The current model seems to be based on their use as a staging post between occupying an expensive hospital bed for too long, and then being shunted back to hospital for a short period to die.  Rather than being an undervalued passive repository we need to explore a model in which nursing homes become the community hub for end of life care for older people as part of the Gold Standards Framework in Care Homes[ii].  This would require an integrated approach between Clinical Commissioning Groups and their component practices, care of the elderly and palliative care specialists and social care.  All patients identified as nearing the end of life would have an advanced care plan that was agreed with the patient and their carers or relatives that was focused on palliation rather than active and often futile intervention.  This would be for patients living in the community as well as those in nursing homes, and for patients in the community might include transfer to the local nursing home if and when appropriate rather than admission to an acute hospital.  It could also include enhanced home care support, provided as part of an outreach package from the nursing home, which would ensure continuity of organisational care if a nursing home bed was required.

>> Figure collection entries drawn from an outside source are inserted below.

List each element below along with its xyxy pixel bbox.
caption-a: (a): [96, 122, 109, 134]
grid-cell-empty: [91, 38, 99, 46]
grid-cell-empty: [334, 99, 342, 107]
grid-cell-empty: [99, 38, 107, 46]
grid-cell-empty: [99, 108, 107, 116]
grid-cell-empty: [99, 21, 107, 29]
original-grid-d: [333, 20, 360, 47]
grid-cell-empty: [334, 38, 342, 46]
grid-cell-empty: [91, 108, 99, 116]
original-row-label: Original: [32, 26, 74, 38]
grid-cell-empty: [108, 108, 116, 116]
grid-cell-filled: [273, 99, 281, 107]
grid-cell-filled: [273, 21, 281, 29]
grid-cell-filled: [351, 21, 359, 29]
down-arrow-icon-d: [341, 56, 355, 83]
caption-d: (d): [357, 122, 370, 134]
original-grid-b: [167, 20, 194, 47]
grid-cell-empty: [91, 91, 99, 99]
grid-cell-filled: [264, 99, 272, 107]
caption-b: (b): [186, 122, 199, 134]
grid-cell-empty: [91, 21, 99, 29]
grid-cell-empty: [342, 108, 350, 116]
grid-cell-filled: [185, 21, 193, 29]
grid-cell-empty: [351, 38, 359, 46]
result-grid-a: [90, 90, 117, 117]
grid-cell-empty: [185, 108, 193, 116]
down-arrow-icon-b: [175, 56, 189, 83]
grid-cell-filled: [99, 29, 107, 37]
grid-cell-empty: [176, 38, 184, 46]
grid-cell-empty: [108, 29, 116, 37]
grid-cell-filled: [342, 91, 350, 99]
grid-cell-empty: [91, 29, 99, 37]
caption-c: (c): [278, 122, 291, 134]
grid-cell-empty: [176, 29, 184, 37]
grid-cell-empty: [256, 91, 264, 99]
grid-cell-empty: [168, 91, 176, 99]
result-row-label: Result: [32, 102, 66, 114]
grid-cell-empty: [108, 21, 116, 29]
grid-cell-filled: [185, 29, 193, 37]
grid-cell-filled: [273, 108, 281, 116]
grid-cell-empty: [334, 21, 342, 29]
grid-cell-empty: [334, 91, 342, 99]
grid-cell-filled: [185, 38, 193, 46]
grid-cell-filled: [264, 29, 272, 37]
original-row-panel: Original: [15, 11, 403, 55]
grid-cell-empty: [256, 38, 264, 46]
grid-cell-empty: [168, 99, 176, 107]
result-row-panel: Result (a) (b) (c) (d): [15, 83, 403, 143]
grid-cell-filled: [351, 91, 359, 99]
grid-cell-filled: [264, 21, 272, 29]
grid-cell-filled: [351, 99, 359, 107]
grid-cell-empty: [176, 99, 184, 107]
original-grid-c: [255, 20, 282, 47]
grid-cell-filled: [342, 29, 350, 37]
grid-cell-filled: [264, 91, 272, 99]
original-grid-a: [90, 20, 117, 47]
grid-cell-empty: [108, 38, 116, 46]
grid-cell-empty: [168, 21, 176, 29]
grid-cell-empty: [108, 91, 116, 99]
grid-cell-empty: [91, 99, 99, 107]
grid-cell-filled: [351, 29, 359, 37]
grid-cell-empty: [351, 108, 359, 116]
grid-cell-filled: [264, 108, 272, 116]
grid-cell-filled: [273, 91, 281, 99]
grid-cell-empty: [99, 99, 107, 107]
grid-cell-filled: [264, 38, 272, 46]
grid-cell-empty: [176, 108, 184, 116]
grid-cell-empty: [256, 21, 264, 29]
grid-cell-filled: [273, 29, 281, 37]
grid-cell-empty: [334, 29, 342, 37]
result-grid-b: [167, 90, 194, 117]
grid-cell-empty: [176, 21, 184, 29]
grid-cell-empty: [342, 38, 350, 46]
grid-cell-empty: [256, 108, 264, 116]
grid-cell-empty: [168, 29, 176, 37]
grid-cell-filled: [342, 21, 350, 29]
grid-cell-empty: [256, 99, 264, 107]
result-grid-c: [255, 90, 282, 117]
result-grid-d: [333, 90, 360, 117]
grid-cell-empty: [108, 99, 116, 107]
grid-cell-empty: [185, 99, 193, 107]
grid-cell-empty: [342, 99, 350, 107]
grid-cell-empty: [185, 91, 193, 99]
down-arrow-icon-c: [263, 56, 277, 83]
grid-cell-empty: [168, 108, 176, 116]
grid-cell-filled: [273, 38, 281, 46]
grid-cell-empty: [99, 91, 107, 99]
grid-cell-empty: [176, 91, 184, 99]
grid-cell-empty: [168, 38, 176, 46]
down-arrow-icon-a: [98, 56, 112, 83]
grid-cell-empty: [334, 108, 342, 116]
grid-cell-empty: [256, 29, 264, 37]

This would mean nursing homes becoming more like hospices.  Hospices are highly valued by their local communities who raise significant sums of money to support them as local “not for profit” charities.  They also work with local volunteers for all sorts of activities and they have staff who feel valued and committed with high levels of job satisfaction.  This is very different from the current commercial “for profit” nursing home model.  The withdrawal of Southern Cross from the nursing home market is one example.  Another, is the  link between high turnover of poorly paid staff, often from non-English speaking countries, and recurrent scandals about quality of care.  Perhaps the time has come for a completely different model.  This would require a real commitment both nationally from the Department of Health and the National Commissioning Board and locally from Health and Wellbeing Boards and health and social care commissioners who would have to think very differently about their responsibility for provider development and the provider models that they wish to commission.

 What can we learn from the Scottish example of providing free personal care?

1)   that it can be done.
2) we can learn about the limits of this exercise too in order to do better when we implement free personal care based on taxation funded risk pooling in the UK.

2)      voters are prepared to pay extra from taxes for improved healthcare and we believe social care is the same


[i] Bebbington A, Darton R & Netten A.  Longitudinal study of people admitted to residential and nursing homes: 42 months on. University of Kent, Personal Social Services Research Unit at www.PSSRU.ac.uk.